Performance at the Whitney Museum’s Composers Showcase on February 29, 2008. Photo by Amani Willett. Photos courtesy of the artist.
At 25, Tristan Perich is obsessed with machines; music has been a part of his life since he was conscious. He began making computer programs when he was 12; his description of topology is “profoundly beautiful and meaningful.” Little wonder he has an undergraduate degree from Columbia in math, music, and computer science, and a master’s from New York University in art technology—or that he started making visual art when he realized that many of the ideas he had been working with in one discipline could be expressed in other media as well.
Untitled Triangle, from the Machine Drawing series, (detail).
An early untitled artwork from 2003 plays with images of lightness and darkness, and is based on videotaped sources of light. His elegantly delicate ink on paper Machine Drawings are about process and randomness—what the machine is actually capable of—or, as he puts it, “the jitteriness, imprecision, and fragility of the whole system.” A sculpture, 1-Bit Music, is a microchip working as a low-level computer to create sound. It is enclosed in a CD case that becomes an art form. He explains it as “presenting music as tied to electronics, and also using a reduced system to create a new instrument.”
Untitled Triangle, from the Machine Drawing series, paper, 50 × 72 inches.
Two of Perich’s important musical references are Bach’s cello suites and Philip Glass, who was a major influence when Perich was in grade school and began composing for the piano. Later, while in high school, he scored music for small ensemble pieces and had a recital. On February 29 of this year, Perich performed three of his works, a combination of his classical compositions and 1-Bit Music, an electronic-music composition, for the Composer’s Showcase program at the Whitney Museum of American Art.
1-Bit Music, 2006, CD case and electronic circuits.
Inside the Whitney, the lower lobby overflowed with an audience of all ages. Some sat on the stairs; others peered over the balcony. The first piece, Active Field, began with a lyric tremolo of violins and proceeded through a series of electronic sequences to a single cord held for a full few minutes. The second, This Resonant Room, used trumpet and percussion.
The audience responded physically. Sitting next to me, Perich’s mentor Adam Weinberg tapped his feet in time to the rhythm. But the last piece, Asynchronous, performed by Perich himself was the pièce de résistance. Losing oneself in the undulating sound while watching the oddly hypnotic movement of the deliberately exposed piano hammers was unavoidable. A mesmerized boy, perhaps eight, crept closer and closer to the instrument until he was standing almost on top of Perich. He could not take his eyes from the keyboard. When the piece concluded, the entire audience rose to applaud.
“What’s important to me,” says Tristan, “is simplicity, whittling down, not emulating. I make. I don’t describe.”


• **About this exercise**
Would you quote every entry exactly, dropping only the pictures?

Segment Start: Dataset records

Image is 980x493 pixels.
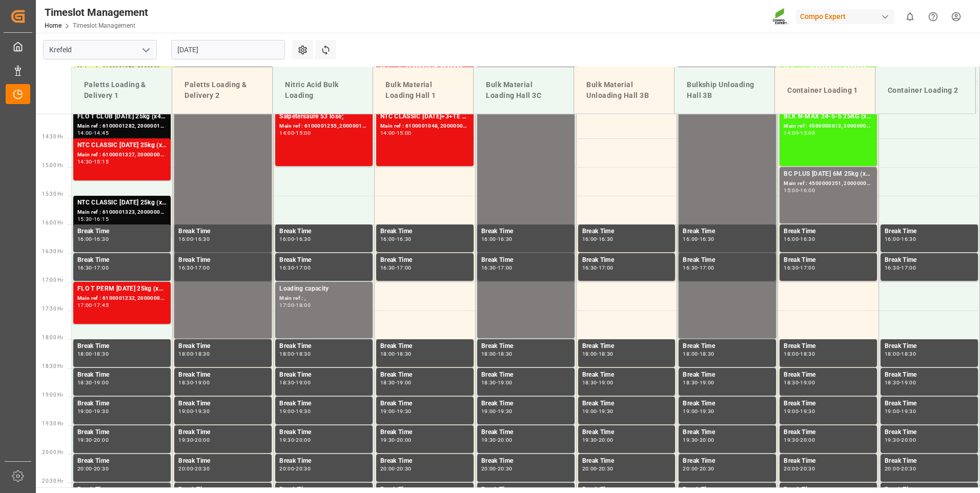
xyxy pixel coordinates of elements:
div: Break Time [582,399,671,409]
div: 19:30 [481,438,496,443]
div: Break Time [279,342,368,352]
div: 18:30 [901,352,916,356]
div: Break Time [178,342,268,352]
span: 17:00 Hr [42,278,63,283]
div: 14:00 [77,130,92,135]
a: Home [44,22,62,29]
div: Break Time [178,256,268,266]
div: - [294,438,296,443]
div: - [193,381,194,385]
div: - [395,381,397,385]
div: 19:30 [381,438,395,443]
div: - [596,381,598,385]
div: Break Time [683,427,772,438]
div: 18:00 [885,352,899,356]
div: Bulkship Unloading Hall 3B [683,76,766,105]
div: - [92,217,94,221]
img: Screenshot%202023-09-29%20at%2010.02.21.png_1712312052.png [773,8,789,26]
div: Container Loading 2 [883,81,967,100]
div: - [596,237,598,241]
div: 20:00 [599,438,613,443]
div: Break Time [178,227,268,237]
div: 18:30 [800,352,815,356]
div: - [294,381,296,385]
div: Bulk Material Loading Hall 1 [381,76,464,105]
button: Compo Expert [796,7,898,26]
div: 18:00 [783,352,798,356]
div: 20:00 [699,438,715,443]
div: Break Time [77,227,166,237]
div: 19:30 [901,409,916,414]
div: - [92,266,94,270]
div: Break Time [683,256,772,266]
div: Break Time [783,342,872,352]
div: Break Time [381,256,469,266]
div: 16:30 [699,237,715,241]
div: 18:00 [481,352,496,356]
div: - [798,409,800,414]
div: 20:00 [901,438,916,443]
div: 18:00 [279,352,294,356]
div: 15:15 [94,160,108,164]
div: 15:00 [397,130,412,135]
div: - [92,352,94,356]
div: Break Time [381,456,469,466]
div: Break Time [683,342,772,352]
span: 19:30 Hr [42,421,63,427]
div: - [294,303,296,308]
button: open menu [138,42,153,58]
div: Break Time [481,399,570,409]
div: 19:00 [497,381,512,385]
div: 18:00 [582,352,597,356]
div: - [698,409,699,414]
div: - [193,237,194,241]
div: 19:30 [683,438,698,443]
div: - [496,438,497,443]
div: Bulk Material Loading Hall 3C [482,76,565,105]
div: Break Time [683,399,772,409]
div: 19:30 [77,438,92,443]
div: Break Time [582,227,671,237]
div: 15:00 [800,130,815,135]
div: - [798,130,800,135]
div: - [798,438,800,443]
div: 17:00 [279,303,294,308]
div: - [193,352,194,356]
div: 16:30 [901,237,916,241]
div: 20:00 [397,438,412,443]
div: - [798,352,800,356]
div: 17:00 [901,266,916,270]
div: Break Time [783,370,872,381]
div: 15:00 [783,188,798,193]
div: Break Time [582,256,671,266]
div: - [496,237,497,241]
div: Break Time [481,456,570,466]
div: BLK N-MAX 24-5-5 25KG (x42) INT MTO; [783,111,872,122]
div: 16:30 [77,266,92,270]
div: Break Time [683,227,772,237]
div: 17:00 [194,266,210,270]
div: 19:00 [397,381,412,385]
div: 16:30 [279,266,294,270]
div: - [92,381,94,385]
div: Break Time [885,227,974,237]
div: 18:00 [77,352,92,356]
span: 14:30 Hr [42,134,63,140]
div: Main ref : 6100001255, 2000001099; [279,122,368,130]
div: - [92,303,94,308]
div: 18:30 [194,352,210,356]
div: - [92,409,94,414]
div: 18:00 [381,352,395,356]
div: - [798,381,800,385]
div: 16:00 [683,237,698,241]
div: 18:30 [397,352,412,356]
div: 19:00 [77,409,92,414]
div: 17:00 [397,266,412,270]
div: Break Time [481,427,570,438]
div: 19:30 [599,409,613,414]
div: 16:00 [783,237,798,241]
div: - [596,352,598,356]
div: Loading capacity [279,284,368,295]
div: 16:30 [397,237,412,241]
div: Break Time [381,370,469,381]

Segment End: Dataset records

• **Solution for this problem**
Image is 980x493 pixels.
xyxy pixel coordinates of elements:
div: Break Time [582,399,671,409]
div: 19:30 [481,438,496,443]
div: Break Time [279,342,368,352]
div: 18:30 [901,352,916,356]
div: Break Time [178,342,268,352]
span: 17:00 Hr [42,278,63,283]
div: 14:00 [77,130,92,135]
a: Home [44,22,62,29]
div: Break Time [178,256,268,266]
div: - [294,438,296,443]
div: - [193,381,194,385]
div: - [395,381,397,385]
div: 19:30 [381,438,395,443]
div: - [596,381,598,385]
div: Break Time [683,427,772,438]
div: 18:00 [885,352,899,356]
div: Bulkship Unloading Hall 3B [683,76,766,105]
div: - [92,217,94,221]
img: Screenshot%202023-09-29%20at%2010.02.21.png_1712312052.png [773,8,789,26]
div: Container Loading 2 [883,81,967,100]
div: - [596,237,598,241]
div: 20:00 [599,438,613,443]
div: Break Time [178,227,268,237]
div: 18:30 [800,352,815,356]
div: - [294,381,296,385]
div: Bulk Material Loading Hall 1 [381,76,464,105]
button: Compo Expert [796,7,898,26]
div: 18:00 [783,352,798,356]
div: 20:00 [699,438,715,443]
div: Break Time [77,227,166,237]
div: 19:30 [901,409,916,414]
div: - [92,266,94,270]
div: Break Time [683,256,772,266]
div: Break Time [783,342,872,352]
div: Break Time [381,256,469,266]
div: 16:30 [699,237,715,241]
div: 18:00 [481,352,496,356]
div: - [798,409,800,414]
div: 20:00 [901,438,916,443]
div: 18:00 [279,352,294,356]
div: 15:15 [94,160,108,164]
div: 15:00 [397,130,412,135]
div: - [92,352,94,356]
div: Break Time [381,456,469,466]
div: Break Time [683,342,772,352]
span: 19:30 Hr [42,421,63,427]
div: - [294,303,296,308]
button: open menu [138,42,153,58]
div: Break Time [481,399,570,409]
div: 19:00 [497,381,512,385]
div: 18:00 [582,352,597,356]
div: - [698,409,699,414]
div: - [193,237,194,241]
div: 19:30 [683,438,698,443]
div: - [496,438,497,443]
div: Bulk Material Loading Hall 3C [482,76,565,105]
div: Break Time [683,399,772,409]
div: 19:30 [77,438,92,443]
div: Break Time [582,227,671,237]
div: 15:00 [800,130,815,135]
div: - [798,130,800,135]
div: - [798,438,800,443]
div: 17:00 [279,303,294,308]
div: - [193,352,194,356]
div: 16:30 [901,237,916,241]
div: 20:00 [397,438,412,443]
div: - [798,352,800,356]
div: 17:00 [901,266,916,270]
div: Break Time [783,370,872,381]
div: 15:00 [783,188,798,193]
div: Break Time [582,256,671,266]
div: - [496,237,497,241]
div: Break Time [481,456,570,466]
div: BLK N-MAX 24-5-5 25KG (x42) INT MTO; [783,111,872,122]
div: 16:30 [77,266,92,270]
div: Break Time [683,227,772,237]
div: 17:00 [194,266,210,270]
div: 19:00 [397,381,412,385]
div: 16:30 [279,266,294,270]
div: - [92,381,94,385]
div: Break Time [885,227,974,237]
div: 18:00 [77,352,92,356]
span: 14:30 Hr [42,134,63,140]
div: Main ref : 6100001255, 2000001099; [279,122,368,130]
div: - [92,303,94,308]
div: 18:30 [194,352,210,356]
div: - [92,409,94,414]
div: 18:00 [381,352,395,356]
div: - [798,381,800,385]
div: 16:00 [683,237,698,241]
div: 18:30 [397,352,412,356]
div: 19:00 [77,409,92,414]
div: 17:00 [397,266,412,270]
div: Break Time [481,427,570,438]
div: 19:30 [599,409,613,414]
div: 16:00 [783,237,798,241]
div: - [596,352,598,356]
div: Loading capacity [279,284,368,295]
div: 16:30 [397,237,412,241]
div: Break Time [381,370,469,381]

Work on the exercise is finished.